Monday, January 21, 2008

At least 82 migrants drown off Yemen

At least 82 African would-be migrants, mostly Somalis, have drowned off Yemen after their wooden boat capsized in choppy waters as it neared the end of its voyage from Somalia, Yemeni officials said.

The incident occurred a few kilometres off the town of Ahwar in the southern Yemeni province of Abyan on the Gulf of Aden late on Friday, the officials said.
They said local fishermen rescued 30 passengers and recovered bodies of 22 others after the boat ran into rocks and capsized.

Survivors told authorities there had been about 140 people aboard the boat.

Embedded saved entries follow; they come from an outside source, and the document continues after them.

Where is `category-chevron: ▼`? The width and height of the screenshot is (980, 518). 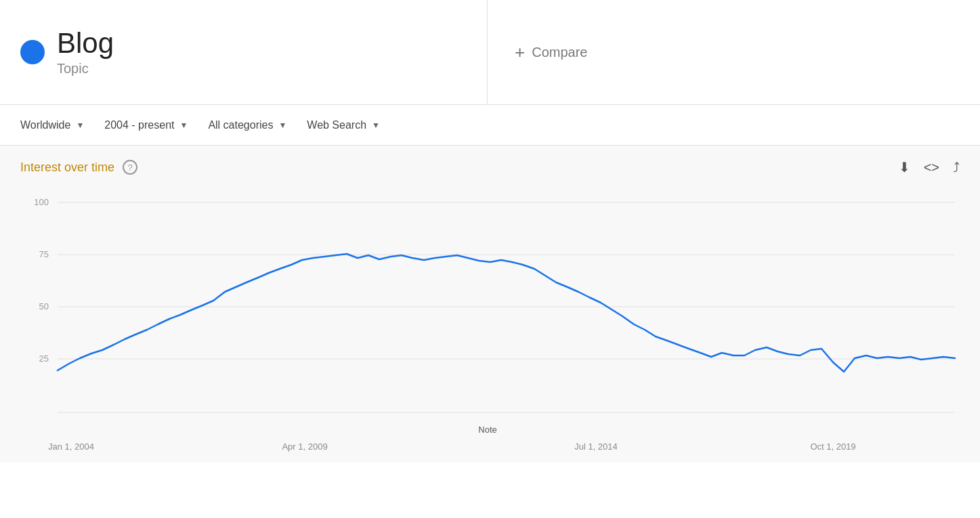
category-chevron: ▼ is located at coordinates (282, 125).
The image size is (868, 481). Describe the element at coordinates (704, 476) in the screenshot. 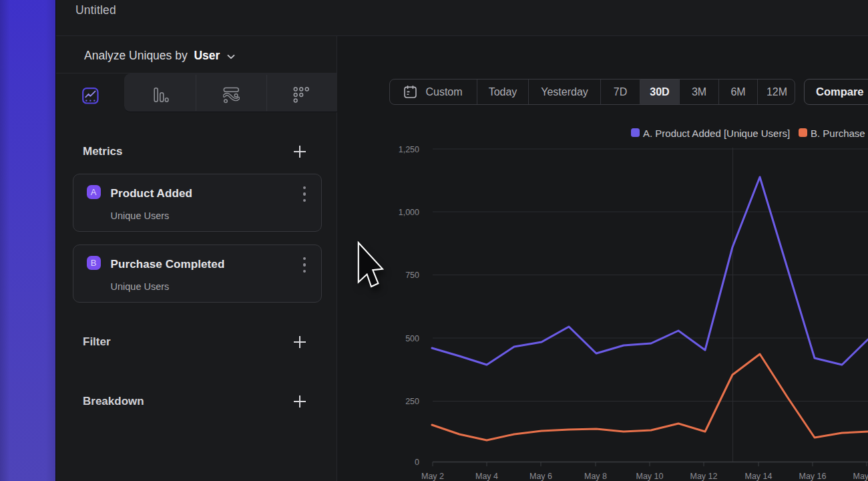

I see `svg-text: May 12` at that location.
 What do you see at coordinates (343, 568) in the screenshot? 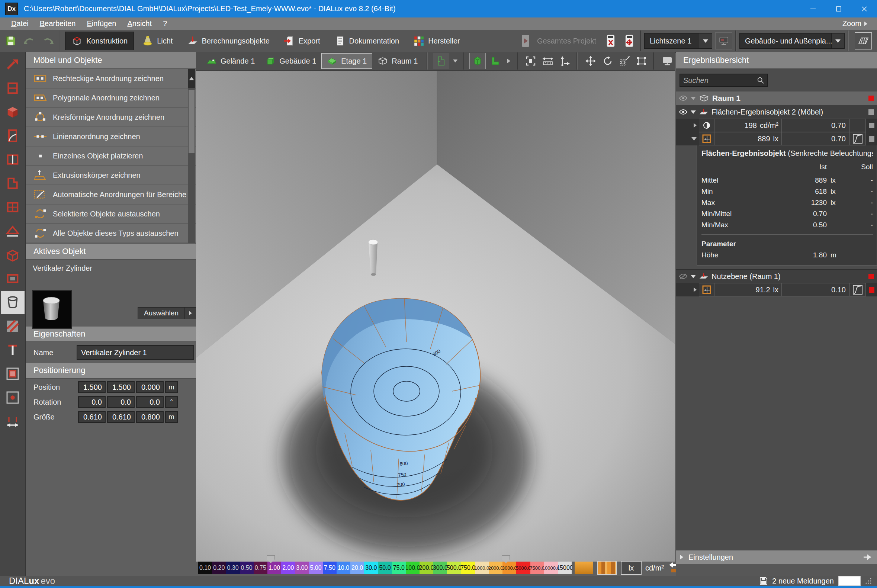
I see `scale-segment: 10.0` at bounding box center [343, 568].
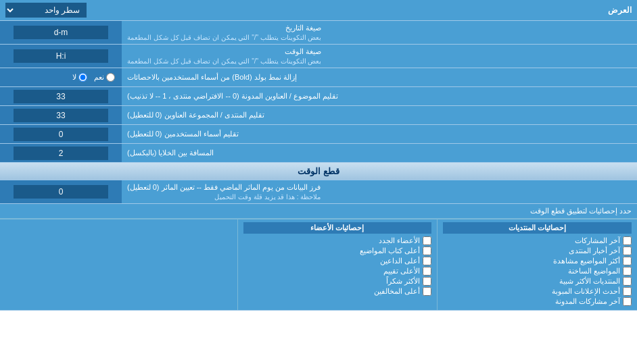  I want to click on time-format-label: صيغة الوقت بعض التكوينات يتطلب "/" التي …, so click(379, 56).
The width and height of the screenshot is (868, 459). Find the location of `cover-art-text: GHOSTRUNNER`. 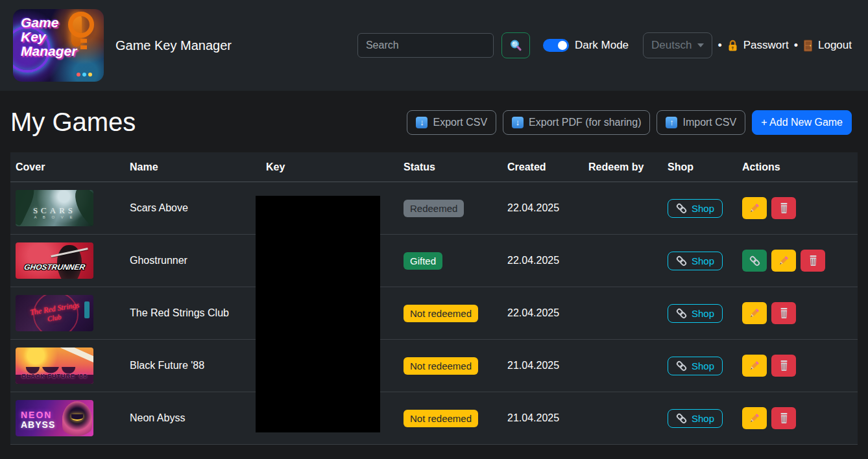

cover-art-text: GHOSTRUNNER is located at coordinates (54, 267).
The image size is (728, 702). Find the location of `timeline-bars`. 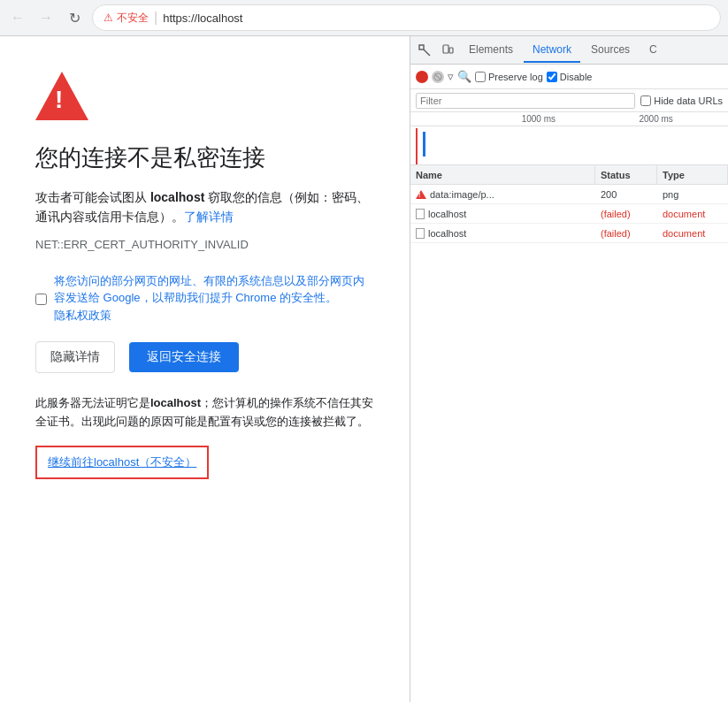

timeline-bars is located at coordinates (570, 147).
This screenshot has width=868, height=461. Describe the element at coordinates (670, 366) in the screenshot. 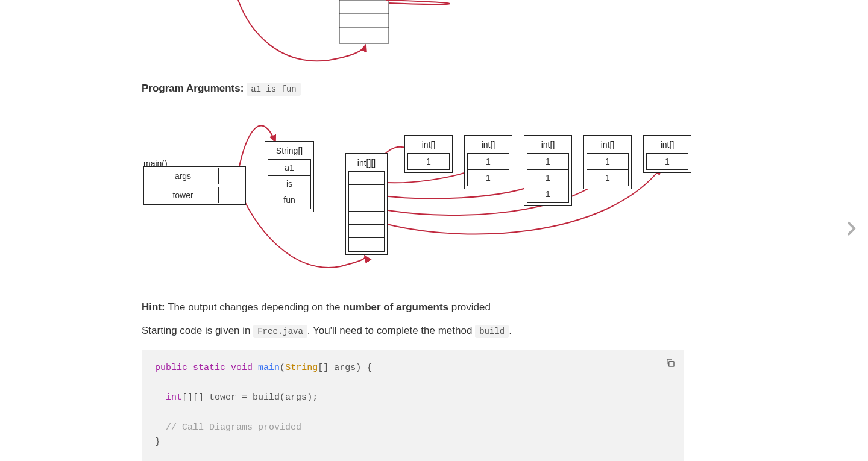

I see `copy-icon` at that location.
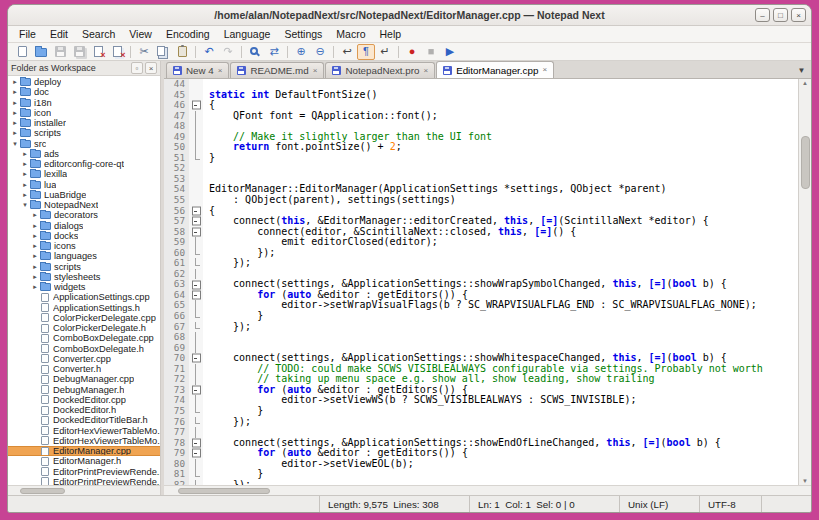  What do you see at coordinates (804, 282) in the screenshot?
I see `vertical-scrollbar: ▲ ▼` at bounding box center [804, 282].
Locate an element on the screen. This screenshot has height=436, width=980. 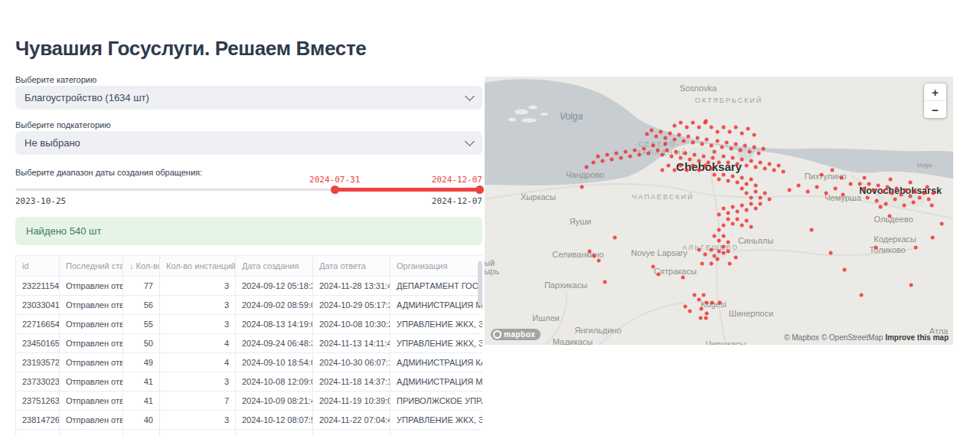
column-header: Организация is located at coordinates (436, 267).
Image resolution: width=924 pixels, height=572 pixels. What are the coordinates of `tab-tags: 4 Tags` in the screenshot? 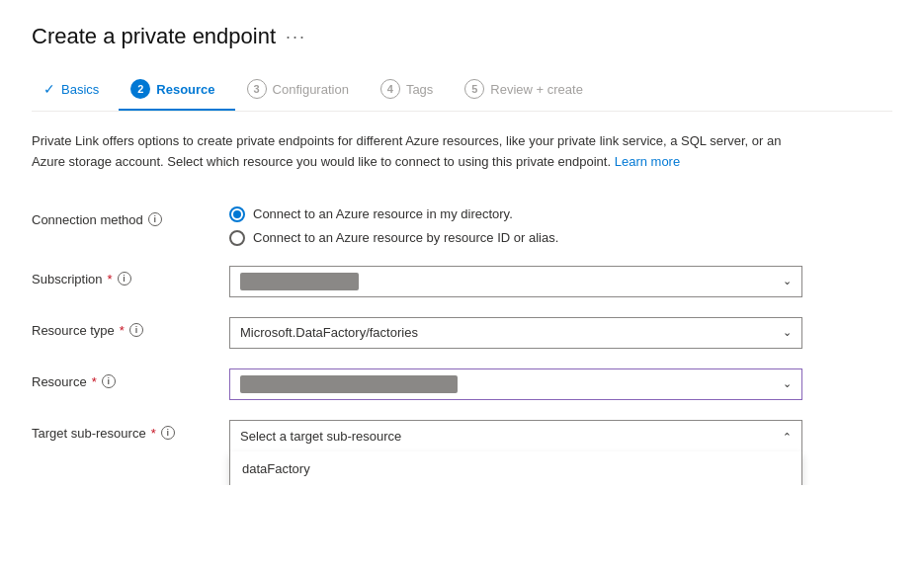 It's located at (411, 90).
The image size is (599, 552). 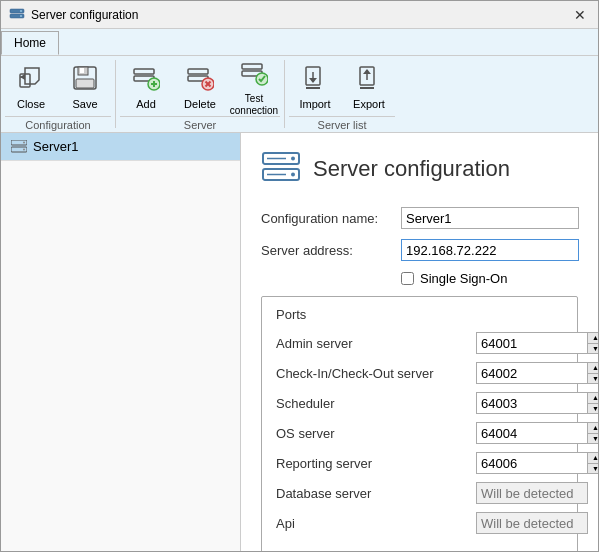 I want to click on sidebar-item-label: Server1, so click(x=56, y=146).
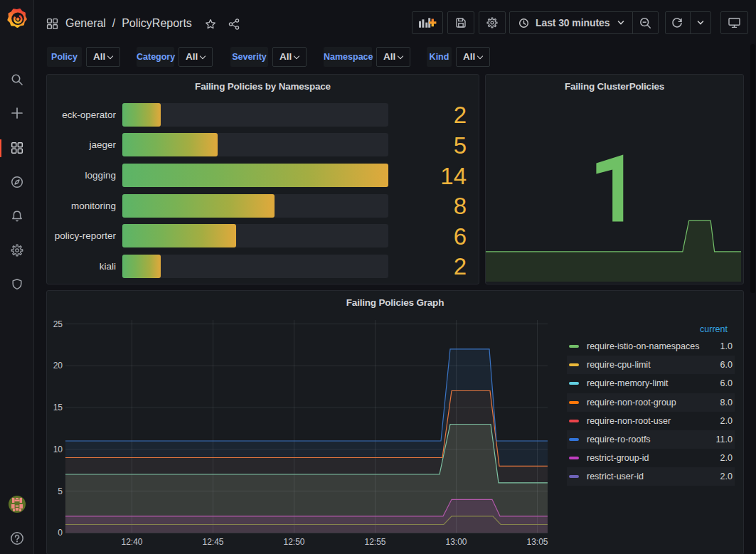  Describe the element at coordinates (60, 491) in the screenshot. I see `svg-text: 5` at that location.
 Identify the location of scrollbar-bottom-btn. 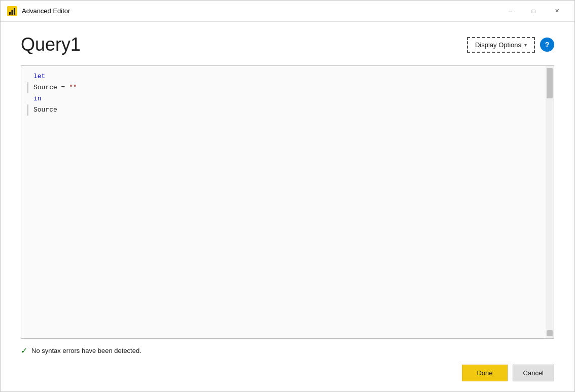
(550, 333).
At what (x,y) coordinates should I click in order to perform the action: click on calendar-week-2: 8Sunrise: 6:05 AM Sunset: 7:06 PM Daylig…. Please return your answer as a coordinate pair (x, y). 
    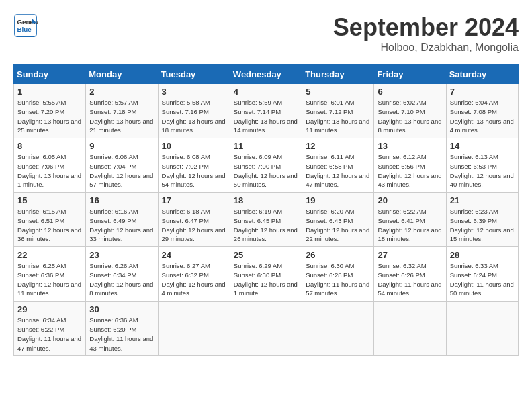
    Looking at the image, I should click on (266, 165).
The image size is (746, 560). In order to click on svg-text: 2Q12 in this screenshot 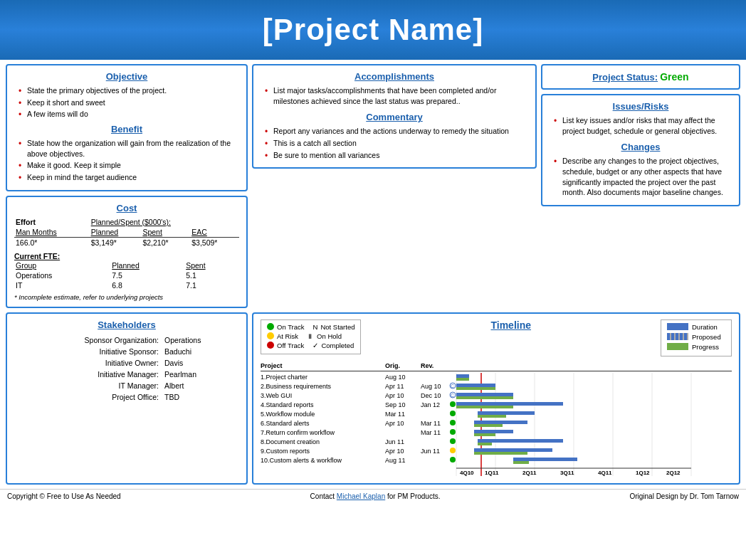, I will do `click(673, 472)`.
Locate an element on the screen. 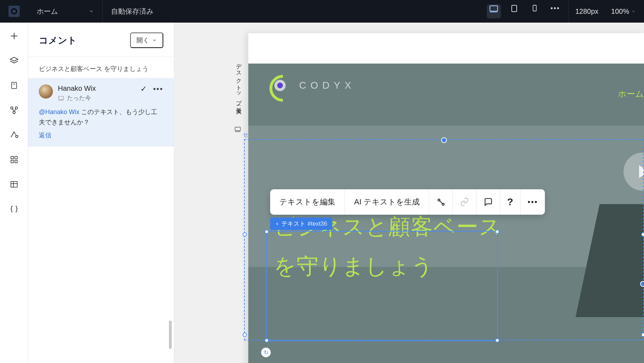 Image resolution: width=644 pixels, height=363 pixels. site-structure-icon is located at coordinates (14, 110).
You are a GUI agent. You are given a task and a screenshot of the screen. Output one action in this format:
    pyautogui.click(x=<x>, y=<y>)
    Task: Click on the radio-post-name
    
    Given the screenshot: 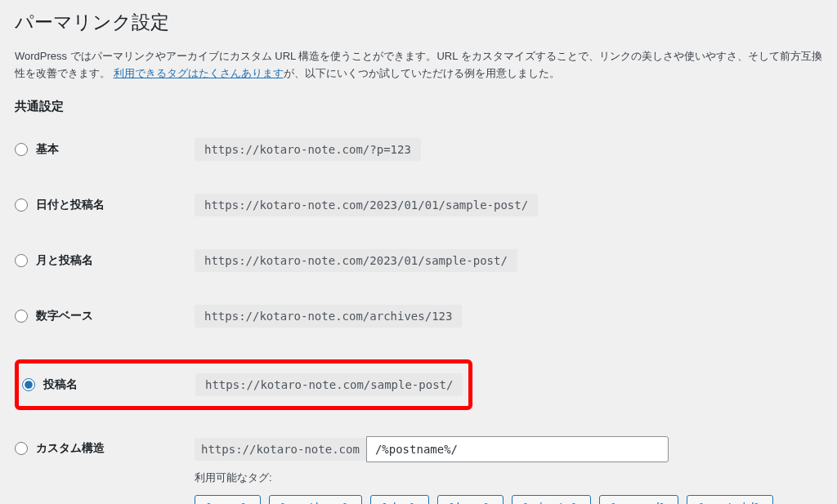 What is the action you would take?
    pyautogui.click(x=29, y=385)
    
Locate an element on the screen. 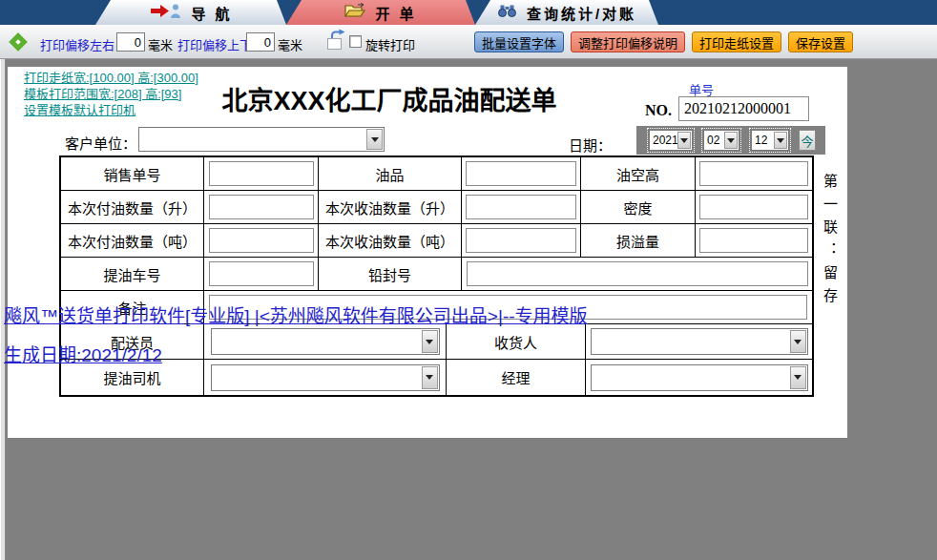 Image resolution: width=937 pixels, height=560 pixels. customer-combo is located at coordinates (261, 139).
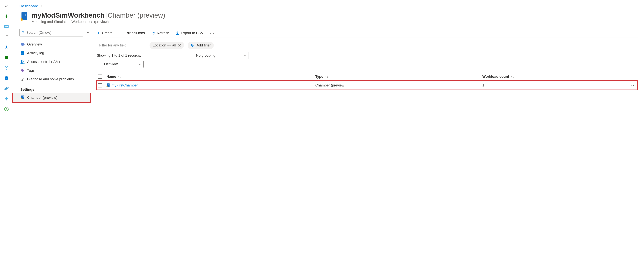 This screenshot has width=644, height=272. What do you see at coordinates (55, 70) in the screenshot?
I see `nav-tags: Tags` at bounding box center [55, 70].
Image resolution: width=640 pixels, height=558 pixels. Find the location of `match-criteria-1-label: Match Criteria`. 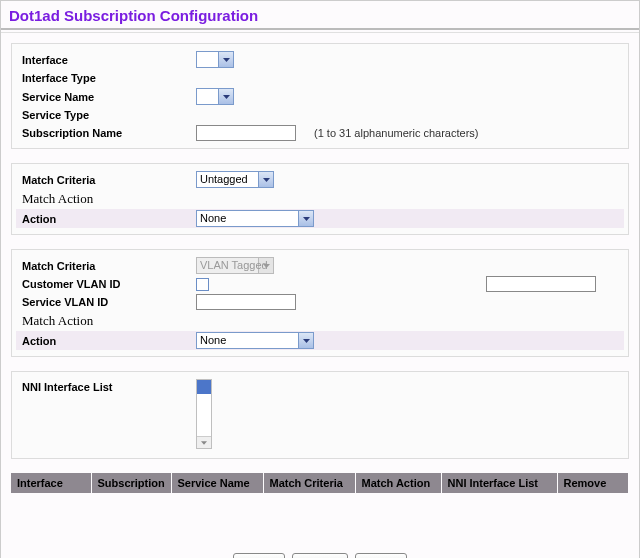

match-criteria-1-label: Match Criteria is located at coordinates (106, 180).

"Around 60 bodies washed up on shores of Ahwar today (Sunday) and up to 28 people are still missing," a local official in Ahwar told Deutsche Presse-Agentur in Sana'a by phone.

Hundreds of Somali and Ethiopian migrants die every year making the dangerous crossing of the Gulf of Aden to Yemen on small boats run by smugglers operating from Somali ports.

Last year, more than 113,000 people, most of them Somalis, made the perilous voyage to Yemen, with over 1,400 deaths, according to the United Nations High Commission for Refugees.
Since the outbreak of civil war in Somalia, Yemen has become a magnet for refugees fleeing violence and drought and a gateway to the oil-rich countries of the Arabian Peninsula and to Europe.

Yemen is the only Arabian Peninsula country that is a signatory of the 1951 Geneva Convention and 1967 protocol on the status of refugees.